The Lizard-Spock Expansion - S2-E8
Sheldon: What happened?
Leonard: Howard's at the Mars Rover lab. He says he's in trouble. Defcon 5.
Sheldon: Defcon 5? Well, there's no need to rush.
Leonard: What?
Sheldon: Defcon 5 means no danger. Defcon 1 is a crisis.
Leonard: How can 5 not be worse than 1?
Raj: Yeah, Star Trek V, worse than I.
Sheldon: Okay, first of all, that's a comparison of quality, not intensity. Secondly, Star Trek I is orders-of-magnitude worse than Star Trek V.
Raj: Are you joking? Star Trek V is the standard against which all badness is measured.
Sheldon: No, no, no. Star Trek V has specific failures in writing and direction, while Star Trek I fails across the board, art direction, costuming, music, sound editing.
Leonard: Can we just forget I said Defcon and go?
Raj: Star Trek V!
Sheldon: All right, will you at least stipulate that Star Trek IV: The Voyage Home is in-arguably the best?
Raj: I have three words for you. Wrath of Khan.
The Lizard-Spock Expansion - S2-E8
Sheldon: I'm sorry, but I'm not going to watch the Clone Wars TV series until I've seen the Clone Wars movie. I prefer to let George Lucas disappoint me in the order he intended.
The Lizard-Spock Expansion - S2-E8
Howard Wolowitz: If it's "creepy" to use the Internet, military satellites, and robot aircraft to find a house full of gorgeous young models so I can drop in on them unexpected, then FINE, I'm "creepy."
The Lizard-Spock Expansion - S2-E8
Raj: I'll tell you what, how about we go rock-paper-scissors?
Sheldon: Ooh, I don't think so. No, anecdotal evidence suggests that in the game of rock-paper-scissors, players familiar with each other will tie 75 to 80% of the time due to the limited number of outcomes. I suggest rock-paper-scissors-lizard-Spock.
Raj: What?
Sheldon: It's very simple. Look, scissors cuts paper. Paper covers rock. Rock crushes lizard. Lizard poisons Spock. Spock smashes scissors. Scissors decapitates lizard. Lizard eats paper. Paper disproves Spock. Spock vaporizes rock. And as it always has, rock crushes scissors.
The Lizard-Spock Expansion - S2-E8
Wolowitz: I got the Mars rover stuck in a ditch.
Sheldon Cooper: Where?
Wolowitz: On a dusty highway just outside of Bakersfield. Where do you think? On Mars!
Suggested correction: Genes can be dormant. Which allows them to skip generations. Therefor Missy's children could actually get the "mutated" gene. This is especially true since Sheldon and Missy are twins. Also, since the episode is about who out of Leonard, Howard or Raj, Sheldon would allow to "mate" with his sister, there is the added "insurance" of getting any smart genes from any of the 3 Lothario's mentioned above.

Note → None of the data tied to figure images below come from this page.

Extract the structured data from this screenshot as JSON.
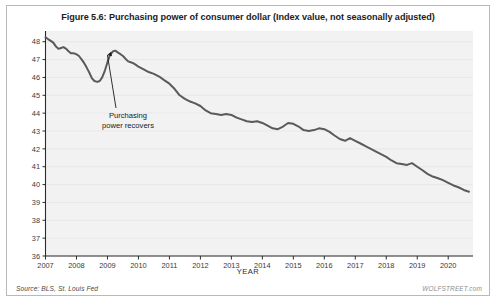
{
  "figure": {
    "title": "Figure 5.6: Purchasing power of consumer dollar (Index value, not seasonally adjusted)",
    "source_note": "Source: BLS, St. Louis Fed",
    "watermark": "WOLFSTREET.com"
  },
  "annotation": {
    "line1": "Purchasing",
    "line2": "power recovers"
  },
  "chart_data": {
    "type": "line",
    "title": "Figure 5.6: Purchasing power of consumer dollar (Index value, not seasonally adjusted)",
    "xlabel": "YEAR",
    "ylabel": "",
    "xlim": [
      2007.0,
      2020.8
    ],
    "ylim": [
      36,
      48.6
    ],
    "grid": true,
    "legend": false,
    "xticks": [
      2007,
      2008,
      2009,
      2010,
      2011,
      2012,
      2013,
      2014,
      2015,
      2016,
      2017,
      2018,
      2019,
      2020
    ],
    "xticklabels": [
      "2007",
      "2008",
      "2009",
      "2010",
      "2011",
      "2012",
      "2013",
      "2014",
      "2015",
      "2016",
      "2017",
      "2018",
      "2019",
      "2020"
    ],
    "yticks": [
      36,
      37,
      38,
      39,
      40,
      41,
      42,
      43,
      44,
      45,
      46,
      47,
      48
    ],
    "yticklabels": [
      "36",
      "37",
      "38",
      "39",
      "40",
      "41",
      "42",
      "43",
      "44",
      "45",
      "46",
      "47",
      "48"
    ],
    "series": [
      {
        "name": "Purchasing power of consumer dollar",
        "color": "#5a5a5a",
        "x": [
          2007.0,
          2007.08,
          2007.17,
          2007.25,
          2007.33,
          2007.42,
          2007.5,
          2007.58,
          2007.67,
          2007.75,
          2007.83,
          2007.92,
          2008.0,
          2008.08,
          2008.17,
          2008.25,
          2008.33,
          2008.42,
          2008.5,
          2008.58,
          2008.67,
          2008.75,
          2008.83,
          2008.92,
          2009.0,
          2009.08,
          2009.17,
          2009.25,
          2009.33,
          2009.42,
          2009.5,
          2009.58,
          2009.67,
          2009.75,
          2009.83,
          2009.92,
          2010.0,
          2010.17,
          2010.33,
          2010.5,
          2010.67,
          2010.83,
          2011.0,
          2011.17,
          2011.33,
          2011.5,
          2011.67,
          2011.83,
          2012.0,
          2012.17,
          2012.33,
          2012.5,
          2012.67,
          2012.83,
          2013.0,
          2013.17,
          2013.33,
          2013.5,
          2013.67,
          2013.83,
          2014.0,
          2014.17,
          2014.33,
          2014.5,
          2014.67,
          2014.83,
          2015.0,
          2015.17,
          2015.33,
          2015.5,
          2015.67,
          2015.83,
          2016.0,
          2016.17,
          2016.33,
          2016.5,
          2016.67,
          2016.83,
          2017.0,
          2017.17,
          2017.33,
          2017.5,
          2017.67,
          2017.83,
          2018.0,
          2018.17,
          2018.33,
          2018.5,
          2018.67,
          2018.83,
          2019.0,
          2019.17,
          2019.33,
          2019.5,
          2019.67,
          2019.83,
          2020.0,
          2020.17,
          2020.33,
          2020.5,
          2020.67
        ],
        "y": [
          48.25,
          48.15,
          48.05,
          47.95,
          47.75,
          47.6,
          47.65,
          47.7,
          47.6,
          47.45,
          47.35,
          47.35,
          47.3,
          47.2,
          47.0,
          46.8,
          46.55,
          46.25,
          45.95,
          45.8,
          45.75,
          45.8,
          46.0,
          46.4,
          46.85,
          47.25,
          47.45,
          47.5,
          47.4,
          47.3,
          47.2,
          47.05,
          46.9,
          46.85,
          46.8,
          46.7,
          46.6,
          46.45,
          46.3,
          46.2,
          46.05,
          45.85,
          45.65,
          45.35,
          45.0,
          44.8,
          44.65,
          44.55,
          44.4,
          44.15,
          44.0,
          43.95,
          43.9,
          43.95,
          43.9,
          43.75,
          43.65,
          43.55,
          43.5,
          43.55,
          43.45,
          43.3,
          43.15,
          43.1,
          43.25,
          43.45,
          43.4,
          43.25,
          43.05,
          43.0,
          43.05,
          43.15,
          43.1,
          42.95,
          42.75,
          42.55,
          42.45,
          42.6,
          42.45,
          42.3,
          42.15,
          42.0,
          41.85,
          41.7,
          41.55,
          41.35,
          41.2,
          41.15,
          41.1,
          41.2,
          41.0,
          40.8,
          40.6,
          40.45,
          40.35,
          40.25,
          40.1,
          39.95,
          39.85,
          39.7,
          39.6
        ]
      }
    ],
    "annotations": [
      {
        "text": "Purchasing power recovers",
        "point_x": 2008.95,
        "point_y": 47.45
      }
    ]
  }
}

If you are going to try to argue with a geneticist about genetics, please use the correct terms. Sheldon is not referring to a recessive gene - there is no such thing as a dormant gene - he is speaking of a randomly mutated gene. Those are the words he used. If he had inherited a homozygous recessive karotype - one recessive gene from each of his parents - then somewhere in his family tree there would similarly gifted people, in which case he would use the correct term - a recessive gene. If Missy is a heterozygotic dominant karotype possessing the recessive gene for super-genius and the dominant for ordinary intelligence then mating her with Howard, Raj or Leonard would be a waste of time as their dominant genius gene would prevent the recessive super-genius gene from being expressed in the phenotype of the resulting child. The child would be highly intelligent but not on Sheldon's standards. It doesn't matter if Sheldon does not know any of this as he refers several times to a randomly mutated gene, not a recessive one. Missy does not carry the super-genius gene. The posting is correct.
Sheldon is prone to magical thinking when necessary to preserve his obsessive need to control his environment. He may have simply ignored the flaw in his reasoning, as even the most intelligent humans do when venturing outside their ares of expertise. He may be interested in the science of genetics, but his Ph.D. in physics doesn't qualify him as an expert in that field.